Descripción del proyecto
The bacterial pathogen Staphylococcus aureus is currently the second most common cause of death associated with antibiotic resistant infections. The most useful antibiotics in clinical use have multiple targets, as compounds against single proteins rapidly succumb to the capacity of bacteria to develop resistance. To think innovatively about antibiotic discovery, we need to think not only about individual cellular processes, but also about how they are interconnected and coordinated, so that we can devise methods to strike bacterial cells, simultaneously, in multiple pathways.
The bacterial cell cycle consists of a series of coordinated events required for bacterial growth, during which cells duplicate their mass and undergo chromosome replication and segregation, assembly of the division machinery, cytokinesis, and cell separation to generate two new daughter cells. Unregulated cell cycle progression may have lethal consequences for the cell and therefore bacteria have evolved various mechanisms for the precise spatiotemporal control of main cell cycle events. Some important checkpoints have been studied, particularly the link between chromosome replication/segregation and septum synthesis, to avoid DNA breaks. However, the mechanisms for coordination of other cell cycle events are still unknown.

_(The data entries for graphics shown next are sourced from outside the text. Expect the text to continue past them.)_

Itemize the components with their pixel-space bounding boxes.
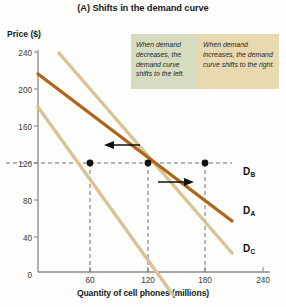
- annotation-decrease: When demand decreases, the demand curve …: [131, 34, 198, 89]
- curve-label-db-letter: D: [243, 166, 250, 177]
- demand-curve-chart: (A) Shifts in the demand curve Price ($)…: [0, 0, 286, 307]
- curve-label-dc-sub: C: [251, 248, 256, 255]
- equilibrium-point-db: [202, 160, 209, 167]
- equilibrium-point-dc: [87, 160, 94, 167]
- curve-label-dc: DC: [243, 243, 255, 254]
- curve-label-da: DA: [243, 205, 255, 216]
- annotation-increase: When demand increases, the demand curve …: [198, 34, 279, 89]
- curve-label-da-sub: A: [251, 210, 256, 217]
- curve-label-dc-letter: D: [243, 243, 250, 254]
- demand-curve-dc: [38, 107, 173, 295]
- curve-label-db: DB: [243, 166, 255, 177]
- equilibrium-point-da: [145, 160, 152, 167]
- curve-label-da-letter: D: [243, 205, 250, 216]
- curve-label-db-sub: B: [251, 171, 256, 178]
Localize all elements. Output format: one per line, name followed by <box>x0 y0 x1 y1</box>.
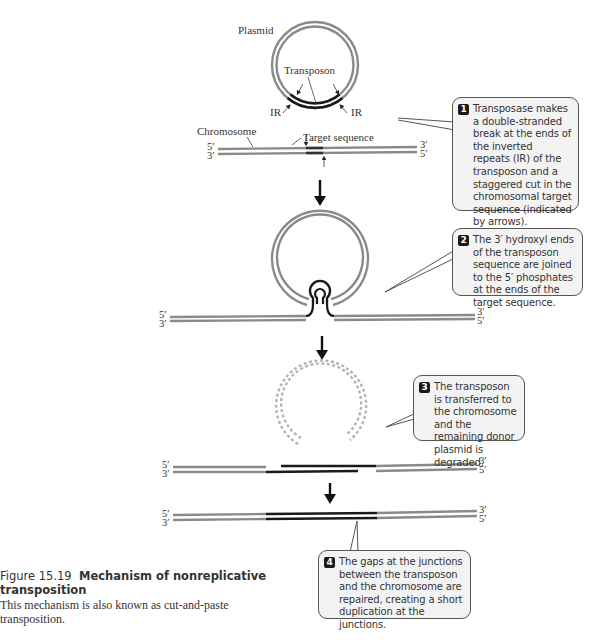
step1-chromosome <box>218 147 417 154</box>
callout1-pointer <box>398 118 455 130</box>
callout-step-2: 2 The 3′ hydroxyl ends of the transposon… <box>452 228 583 296</box>
callout-step-1: 1 Transposase makes a double-stranded br… <box>452 97 579 211</box>
ir-right-label: IR <box>351 106 363 118</box>
target-leader-line <box>292 138 301 145</box>
arrow-down-icon <box>314 196 326 206</box>
plasmid-label: Plasmid <box>238 24 274 36</box>
strand-end-label: 3′ <box>162 468 170 479</box>
step2-chromosome <box>170 315 475 321</box>
figure-number: Figure 15.19 <box>0 569 72 583</box>
transposon-leader-line <box>308 77 316 103</box>
step2-plasmid-loop <box>272 211 368 316</box>
callout-step-4: 4 The gaps at the junctions between the … <box>318 550 471 619</box>
callout-step-3: 3 The transposon is transferred to the c… <box>413 375 525 441</box>
ir-left-label: IR <box>270 106 282 118</box>
figure-description: This mechanism is also known as cut-and-… <box>0 598 270 626</box>
arrow-down-icon <box>324 494 336 504</box>
strand-end-label: 5′ <box>477 315 485 326</box>
callout-text: The gaps at the junctions between the tr… <box>339 556 462 630</box>
step-badge: 4 <box>324 557 335 568</box>
strand-end-label: 5′ <box>479 513 487 524</box>
step-badge: 3 <box>419 382 430 393</box>
callout-text: Transposase makes a double-stranded brea… <box>473 103 572 227</box>
figure-caption: Figure 15.19 Mechanism of nonreplicative… <box>0 569 270 626</box>
strand-end-label: 3′ <box>162 517 170 528</box>
chromosome-leader-line <box>247 137 253 147</box>
step3-chromosome <box>173 464 477 472</box>
strand-end-label: 5′ <box>420 148 428 159</box>
callout2-pointer <box>385 250 455 292</box>
step-badge: 2 <box>458 235 469 246</box>
target-sequence-label: Target sequence <box>303 131 374 143</box>
step-badge: 1 <box>458 104 469 115</box>
arrow-down-icon <box>316 350 328 360</box>
strand-end-label: 3′ <box>159 318 167 329</box>
transposon-label: Transposon <box>284 64 335 76</box>
strand-end-label: 3′ <box>207 150 215 161</box>
degraded-plasmid <box>276 360 366 444</box>
callout4-pointer <box>350 521 358 552</box>
step4-chromosome <box>173 511 477 520</box>
chromosome-label: Chromosome <box>197 125 256 137</box>
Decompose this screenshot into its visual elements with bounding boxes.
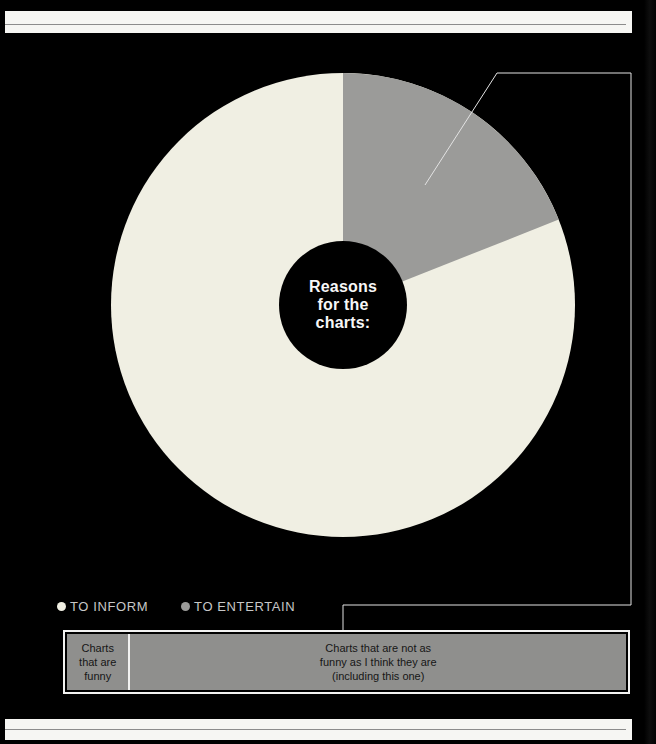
page-edge-shadow — [644, 0, 656, 744]
top-rule-band — [5, 11, 632, 33]
pie-slice-to-entertain — [343, 73, 559, 305]
legend-label-to-entertain: TO ENTERTAIN — [194, 599, 295, 614]
callout-line — [343, 73, 631, 630]
legend-dot-inform-icon — [57, 602, 66, 611]
funny-bar-chart: Charts that are funny Charts that are no… — [63, 630, 630, 694]
book-page: Reasons for the charts: TO INFORM TO ENT… — [0, 0, 656, 744]
bottom-rule-line — [5, 729, 626, 730]
legend-dot-entertain-icon — [181, 602, 190, 611]
bar-segment-not-as-funny: Charts that are not as funny as I think … — [130, 634, 626, 690]
chart-title: Reasons for the charts: — [283, 278, 403, 332]
legend-item-to-entertain: TO ENTERTAIN — [181, 599, 295, 614]
legend-item-to-inform: TO INFORM — [57, 599, 148, 614]
legend: TO INFORM TO ENTERTAIN — [57, 599, 295, 614]
bottom-rule-band — [5, 719, 632, 740]
legend-label-to-inform: TO INFORM — [70, 599, 148, 614]
bar-inner: Charts that are funny Charts that are no… — [67, 634, 626, 690]
top-rule-line — [5, 24, 626, 25]
bar-segment-funny: Charts that are funny — [67, 634, 128, 690]
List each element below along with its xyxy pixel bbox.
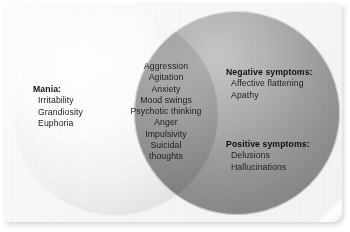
negative-symptoms-heading: Negative symptoms:	[226, 67, 313, 78]
overlap-item-2: Anxiety	[114, 84, 218, 95]
overlap-item-1: Agitation	[114, 72, 218, 83]
overlap-item-0: Aggression	[114, 61, 218, 72]
negative-symptoms-item-1: Apathy	[226, 90, 313, 101]
overlap-item-3: Mood swings	[114, 95, 218, 106]
negative-symptoms-item-0: Affective flattening	[226, 78, 313, 89]
left-set-heading: Mania:	[33, 84, 83, 95]
left-set-item-0: Irritability	[33, 95, 83, 106]
venn-diagram-figure: Mania: Irritability Grandiosity Euphoria…	[0, 0, 350, 232]
left-set-item-2: Euphoria	[33, 118, 83, 129]
overlap-item-5: Anger	[114, 117, 218, 128]
positive-symptoms-group: Positive symptoms: Delusions Hallucinati…	[226, 139, 310, 173]
overlap-item-4: Psychotic thinking	[114, 106, 218, 117]
overlap-item-8: thoughts	[114, 151, 218, 162]
positive-symptoms-heading: Positive symptoms:	[226, 139, 310, 150]
overlap-item-6: Impulsivity	[114, 129, 218, 140]
positive-symptoms-item-1: Hallucinations	[226, 162, 310, 173]
left-set-item-1: Grandiosity	[33, 107, 83, 118]
positive-symptoms-item-0: Delusions	[226, 150, 310, 161]
overlap-item-7: Suicidal	[114, 140, 218, 151]
negative-symptoms-group: Negative symptoms: Affective flattening …	[226, 67, 313, 101]
left-set-label-group: Mania: Irritability Grandiosity Euphoria	[33, 84, 83, 129]
diagram-card: Mania: Irritability Grandiosity Euphoria…	[4, 3, 342, 222]
overlap-label-group: Aggression Agitation Anxiety Mood swings…	[114, 61, 218, 163]
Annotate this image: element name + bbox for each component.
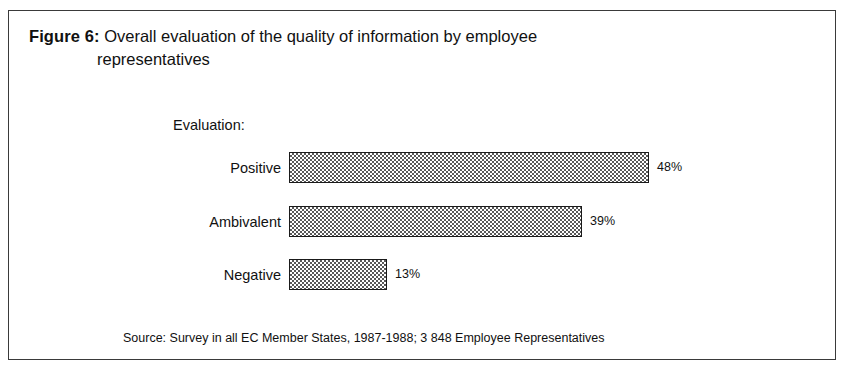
- figure-frame: Figure 6: Overall evaluation of the qual…: [8, 10, 836, 360]
- bar-row: Ambivalent 39%: [9, 206, 837, 238]
- source-note: Source: Survey in all EC Member States, …: [123, 331, 605, 345]
- bar-row: Positive 48%: [9, 152, 837, 184]
- bar-label-ambivalent: Ambivalent: [69, 206, 281, 238]
- bar-value-ambivalent: 39%: [590, 206, 615, 237]
- bar-value-positive: 48%: [657, 152, 682, 183]
- category-axis-title: Evaluation:: [173, 117, 245, 133]
- bar-positive: [289, 152, 649, 183]
- bar-value-negative: 13%: [395, 259, 420, 290]
- bar-chart: Evaluation: Positive 48% Ambivalent 39% …: [9, 11, 837, 361]
- bar-ambivalent: [289, 206, 582, 237]
- bar-label-positive: Positive: [69, 152, 281, 184]
- bar-row: Negative 13%: [9, 259, 837, 291]
- bar-negative: [289, 259, 387, 290]
- bar-label-negative: Negative: [69, 259, 281, 291]
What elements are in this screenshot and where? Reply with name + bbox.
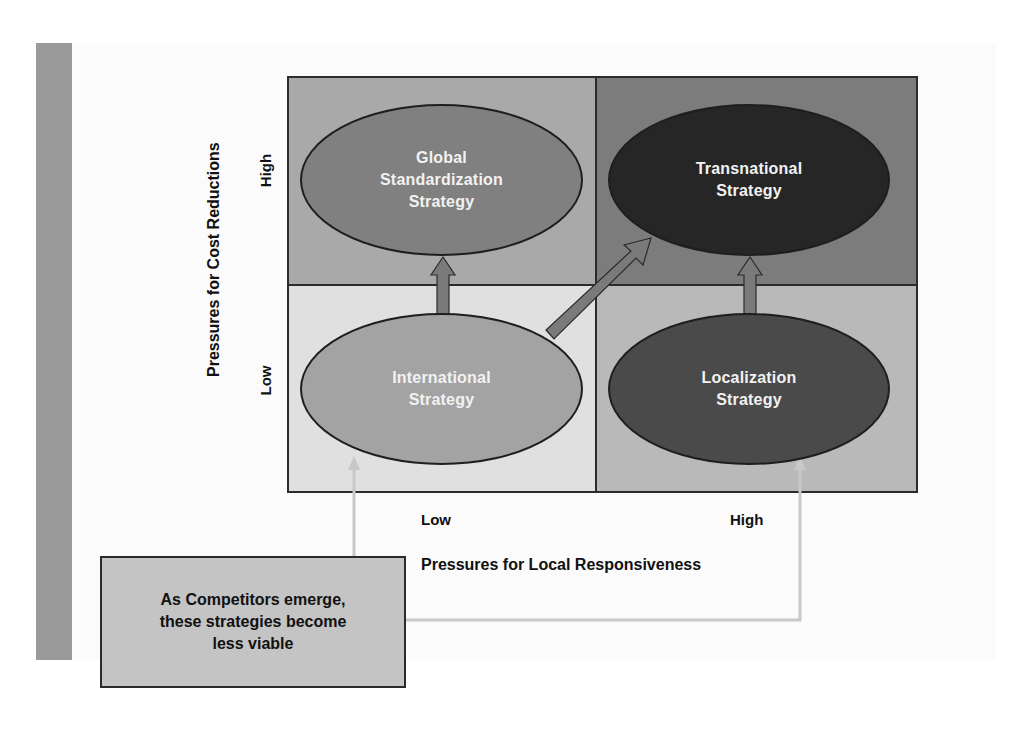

What triggers initiation of peptidoglycan synthesis, the target of beta-lactam antibiotics, after assembly of the division machinery? How does the cell coordinate synthesis of the membrane and peptidoglycan, the two major cell surface components, during cell division? What prevents premature septum splitting, which would expose an immature cell surface, devoid of virulence factors, leading to pathogen elimination by the innate immune system of an infected host?
The aim of this project is to find the missing links between major cell cycle events, while also developing assays useful for antibiotic discovery.